Despite successes, acceptance slow

However promising these examples are, the 3D printing and additive manufacturing industry still has a considerable way to go before it becomes a mainstream part of manufacturing. Education in additive manufacturing design, processes, machines, and technology needs to play a critical role, Morris said.

One way is for companies to partner with schools, from primary and secondary schools to colleges and universities. GE Aviation is also tackling the problem inside the company by embedding designers with additive expertise together with engineers.

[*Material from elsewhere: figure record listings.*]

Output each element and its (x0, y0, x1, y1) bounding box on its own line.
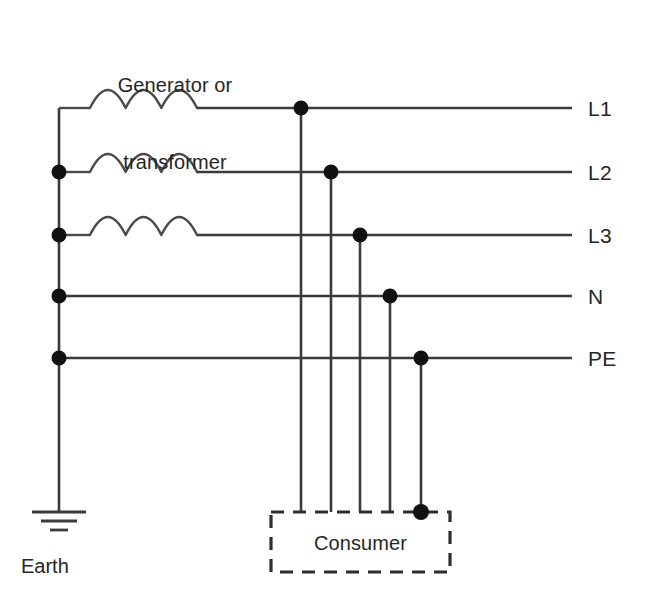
pe-junction-dot (414, 351, 429, 366)
rail-label-l1: L1 (588, 96, 612, 123)
rail-group-l3 (52, 217, 573, 512)
n-source-node-dot (52, 289, 67, 304)
source-title-line-1: Generator or (78, 73, 272, 99)
rail-group-pe (52, 351, 573, 513)
wiring-diagram: Generator or transformer L1 L2 L3 N PE E… (0, 0, 650, 612)
earth-symbol (32, 512, 86, 530)
rail-label-n: N (588, 284, 603, 311)
consumer-label: Consumer (271, 531, 450, 557)
l3-junction-dot (353, 228, 368, 243)
rail-group-n (52, 289, 573, 513)
n-junction-dot (383, 289, 398, 304)
rail-label-l2: L2 (588, 160, 612, 187)
l3-source-node-dot (52, 228, 67, 243)
pe-source-node-dot (52, 351, 67, 366)
rail-label-pe: PE (588, 346, 617, 373)
l2-junction-dot (324, 165, 339, 180)
rail-label-l3: L3 (588, 223, 612, 250)
l1-junction-dot (294, 101, 309, 116)
consumer-pe-terminal-dot (413, 504, 429, 520)
source-title-line-2: transformer (78, 150, 272, 176)
earth-label: Earth (21, 554, 69, 580)
source-title: Generator or transformer (78, 22, 272, 227)
l2-source-node-dot (52, 165, 67, 180)
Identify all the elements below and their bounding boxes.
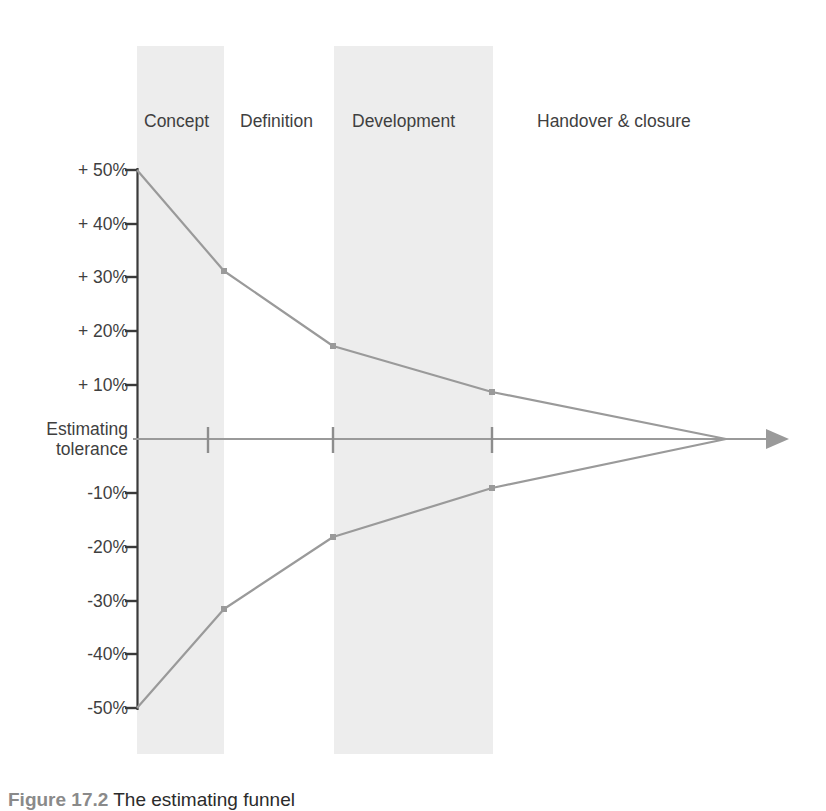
figure-caption-number: Figure 17.2 (8, 789, 108, 810)
x-axis-phase-ticks (208, 427, 492, 453)
marker-upper-plus8 (489, 389, 495, 395)
marker-lower-minus8 (489, 485, 495, 491)
marker-upper-plus16 (330, 343, 336, 349)
marker-lower-minus16 (330, 534, 336, 540)
series-lower-tolerance-line (137, 439, 726, 708)
funnel-plot-svg (0, 0, 826, 811)
marker-lower-minus30 (221, 606, 227, 612)
figure-caption: Figure 17.2 The estimating funnel (8, 789, 295, 811)
figure-caption-text: The estimating funnel (113, 789, 295, 810)
series-upper-tolerance-line (137, 170, 726, 439)
series-upper-tolerance-markers (221, 268, 495, 395)
marker-upper-plus30 (221, 268, 227, 274)
x-axis-arrow-icon (766, 429, 789, 449)
estimating-funnel-figure: Concept Definition Development Handover … (0, 0, 826, 811)
series-lower-tolerance-markers (221, 485, 495, 612)
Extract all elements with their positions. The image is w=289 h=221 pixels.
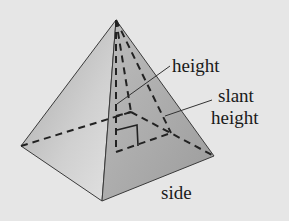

"Recently, we took about 50 engineers and put them through an intensive class on 3D printing and sent them out to various GE businesses, not to go tell them what to do or how to do it, but to be there to take the learnings that we had and pull that out to the thousands of other engineers and designers that are out there," Morris said. "Of course, we still very much value mechanical engineering and want people coming in with a solid mechanical engineering background and education. After all, we are flying people today on planes that have the LEAP fuel nozzle."

Growing the additive manufacturing workforce is critical, Nigro agreed, and it's an area where the industry needs to come together as a whole.

"I don't think it's a question for any one company, although it sounds like GE is doing a fantastic job, and we have a program at HP," Nigro said. "The industry needs to come together with all these stories, [not just the GE fuel nozzle]. Seeing is believing, and we're all in it together, so that's our opportunity."